[FOUQUET Jr., Pierre].
Nieuwe atlas van de voornaamste gebouwen en gezigten der stad Amsterdam, met derzelver beknopte beschryvingen.
Amsterdam, Daniel Jean Changuion & Petrus van Hengst, 1783. 2 volumes. Folio. With a double-page engraved plan of Amsterdam, and 102 double-page engraved city views (45 in the first volume and 57 in the second), the title-page of each volume printed in red and black. Contemporary gold-tooled sprinkled half calf. [2], 27; [1], 36 ll.
€ 15,000
Rare complete first edition with 102 beautiful engraved views of Amsterdam by the artist and art dealer Pierre Fouquet Jr. (1729-1800). The work has been bound in two volumes, as usual, with two newly added unnumbered plates and the descriptions on 27 respectively 36 leaves based on the text of Wagenaar's Geschiedenis van Amsterdam, with interesting additions concerning the years 1765-1783. Originally the plates were published separately, with the first series of 10 townscapes issued in 1760-61 engraved by Paul van Liender and Simon Fokke after drawings by the well-known engraver of town- and landscapes Jan de Beyer (plates nr. 4, 10, 12, 15, 45, 50, 61, 72, 52-3), followed in 1764-68 by a series of 12 townscapes by Caspar Philips Jacobsz. (plates nr. 20, 22, 17-9, 21, 9, 23-4, 8, 73, 75), who also engraved the plates after J. de Vlaaming in 1768-69 (plates 27,14). The latest dated plate is from 1771 by C. Philips Jacobsz. (plate 25). Seventy-three of the plates are undated, 59 of which are by H. Schoute who never dated his engravings and seldom signed them. Other artists who contributed to the Atlas are C. Bogerts (after H. (not N.) Keun; plate 4*), J. van der Schley after P.R. van Dijk (plate 69-70), and Coppier and Simon Fokke after six more drawings by Jan de Beyer.
Shortly after 1778 the plates were issued in oblong format with a map of Amsterdam and a contents, but without any text, under the title Afbeeldingen van de wyd-vermaarde koopstad Amsterdam / Recueil des édifices les plus considerables ... A second edition of the present work was printed in 1805 by Evert Maaskamp. However, the plates of the first edition are more beautiful. There certainly is no better source than Fouquet's atlas to get a clear, lively, and even exiting picture of Amsterdam and its inhabitants during the 18th century.
The edges and corners of the boards are scuffed, the boards and spine have been rubbed, with some loss of material. The foot edge of the leaves is uncut, some of the plates are somewhat foxed, but the work is otherwise internally very clean, with the plates in beautiful fresh impressions. Nijhoff & V. Hattum 11; ''Met Fouquet door Amsterdam", in: Nieuwe Atlas van Fouquet; STCN 167743317 (8 copies).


YOUR ASSIGNMENT: From the following material, work out how many lines include the string "Last"; respond with the number only.

+++ THE DATA

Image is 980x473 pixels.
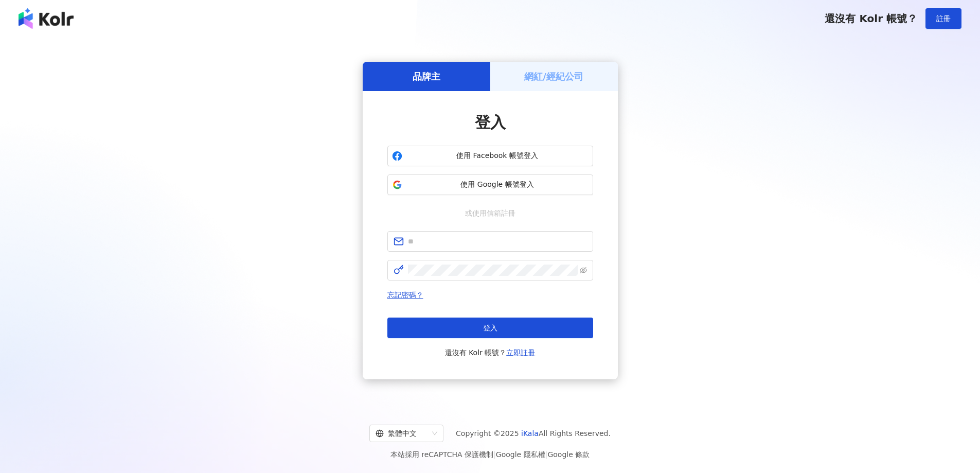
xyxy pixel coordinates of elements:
[824,13,917,25] span: 還沒有 Kolr 帳號？
[496,450,545,458] a: Google 隱私權
[406,179,588,190] span: 使用 Google 帳號登入
[413,70,440,83] h5: 品牌主
[547,450,589,458] a: Google 條款
[545,450,548,458] span: |
[375,425,428,441] div: 繁體中文
[406,151,588,161] span: 使用 Facebook 帳號登入
[18,8,74,29] img: logo
[445,346,535,359] span: 還沒有 Kolr 帳號？
[521,429,539,437] a: iKala
[506,348,535,357] a: 立即註冊
[475,114,506,131] span: 登入
[483,324,497,332] span: 登入
[524,70,584,83] h5: 網紅/經紀公司
[457,207,523,219] span: 或使用信箱註冊
[387,146,593,166] button: 使用 Facebook 帳號登入
[936,15,951,22] span: 註冊
[925,8,961,29] button: 註冊
[387,291,423,299] a: 忘記密碼？
[456,427,611,439] span: Copyright © 2025 All Rights Reserved.
[387,174,593,195] button: 使用 Google 帳號登入
[387,317,593,338] button: 登入
[579,266,587,274] span: eye-invisible
[493,450,496,458] span: |
[390,448,589,460] span: 本站採用 reCAPTCHA 保護機制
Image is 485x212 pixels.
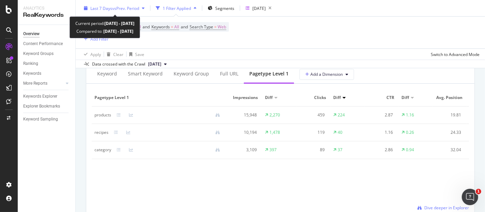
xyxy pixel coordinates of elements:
a: Content Performance [23,40,71,47]
button: Save [127,49,144,60]
span: = [214,24,217,30]
span: Avg. Position [436,94,462,101]
span: All [174,22,179,32]
div: Keyword Sampling [23,116,58,123]
div: 1.16 [367,129,393,135]
a: More Reports [23,80,64,87]
div: Current period: [75,19,134,27]
span: CTR [367,94,394,101]
div: Keywords Explorer [23,93,57,100]
div: More Reports [23,80,47,87]
div: 19.81 [436,112,461,118]
span: Segments [215,5,234,11]
div: [DATE] [252,5,266,11]
span: = [171,24,173,30]
div: 119 [299,129,325,135]
span: vs Prev. Period [112,5,139,11]
button: Switch to Advanced Mode [428,49,479,60]
div: RealKeywords [23,11,70,19]
button: Add Filter [81,35,108,43]
div: Keyword [97,70,117,77]
div: Keyword Group [174,70,209,77]
div: 40 [338,129,342,135]
div: 0.94 [406,147,414,153]
span: Web [218,22,226,32]
div: 89 [299,147,325,153]
span: Add a Dimension [305,71,343,77]
span: Diff [333,94,341,101]
div: Smart Keyword [128,70,163,77]
span: Diff [265,94,272,101]
div: Explorer Bookmarks [23,103,60,110]
a: Keyword Sampling [23,116,71,123]
b: [DATE] - [DATE] [102,28,133,34]
div: Ranking [23,60,38,67]
span: and [181,24,188,30]
div: 3,109 [231,147,257,153]
span: 2025 Aug. 30th [148,61,161,67]
div: category [94,147,111,153]
div: 1 Filter Applied [163,5,191,11]
div: Overview [23,30,40,38]
div: Switch to Advanced Mode [431,51,479,57]
div: Keyword Groups [23,50,54,57]
div: Save [135,51,144,57]
div: 24.33 [436,129,461,135]
span: Search Type [190,24,213,30]
a: Keywords Explorer [23,93,71,100]
button: Apply [81,49,101,60]
div: 10,194 [231,129,257,135]
span: Dive deeper in Explorer [424,205,469,210]
div: 397 [269,147,277,153]
div: 2,270 [269,112,280,118]
div: 2.87 [367,112,393,118]
div: 1.16 [406,112,414,118]
button: [DATE] [145,60,169,68]
button: [DATE] [243,3,274,14]
div: pagetype Level 1 [249,70,289,77]
a: Overview [23,30,71,38]
div: 0.26 [406,129,414,135]
span: pagetype Level 1 [94,94,224,101]
span: and [143,24,150,30]
a: Explorer Bookmarks [23,103,71,110]
div: 1,478 [269,129,280,135]
span: 1 [476,189,481,194]
div: 37 [338,147,342,153]
span: Clicks [299,94,326,101]
button: 1 Filter Applied [153,3,199,14]
button: Segments [205,3,237,14]
div: Apply [90,51,101,57]
div: 459 [299,112,325,118]
div: Analytics [23,5,70,11]
a: Keywords [23,70,71,77]
button: Clear [104,49,123,60]
div: Compared to: [76,27,133,35]
div: Clear [113,51,123,57]
button: Last 7 DaysvsPrev. Period [81,3,147,14]
div: Data crossed with the Crawl [92,61,145,67]
div: products [94,112,111,118]
div: 2.86 [367,147,393,153]
div: 32.04 [436,147,461,153]
div: 15,948 [231,112,257,118]
span: Last 7 Days [90,5,112,11]
div: Add Filter [90,36,108,42]
a: Dive deeper in Explorer [417,205,469,210]
div: 224 [338,112,345,118]
a: Ranking [23,60,71,67]
span: Diff [401,94,409,101]
div: Full URL [220,70,238,77]
iframe: Intercom live chat [462,189,478,205]
div: recipes [94,129,108,135]
span: Keywords [151,24,170,30]
div: Keywords [23,70,41,77]
div: Content Performance [23,40,63,47]
span: Impressions [231,94,258,101]
b: [DATE] - [DATE] [104,20,134,26]
a: Keyword Groups [23,50,71,57]
button: Add a Dimension [299,69,354,80]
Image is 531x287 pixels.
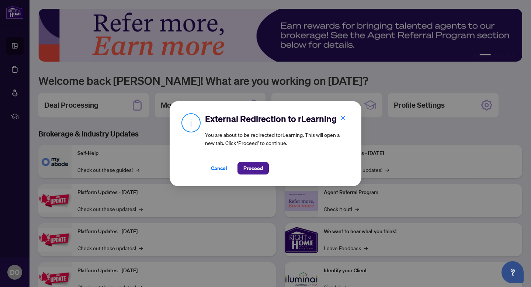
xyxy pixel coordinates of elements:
[237,162,269,174] button: Proceed
[181,113,201,132] img: Info Icon
[205,113,349,125] h2: External Redirection to rLearning
[340,115,345,121] span: close
[205,113,349,174] div: You are about to be redirected to rLearning . This will open a new tab. Click ‘Proceed’ to continue.
[243,162,263,174] span: Proceed
[211,162,227,174] span: Cancel
[501,261,523,283] button: Open asap
[205,162,233,174] button: Cancel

++++++

THE ANSWER: 2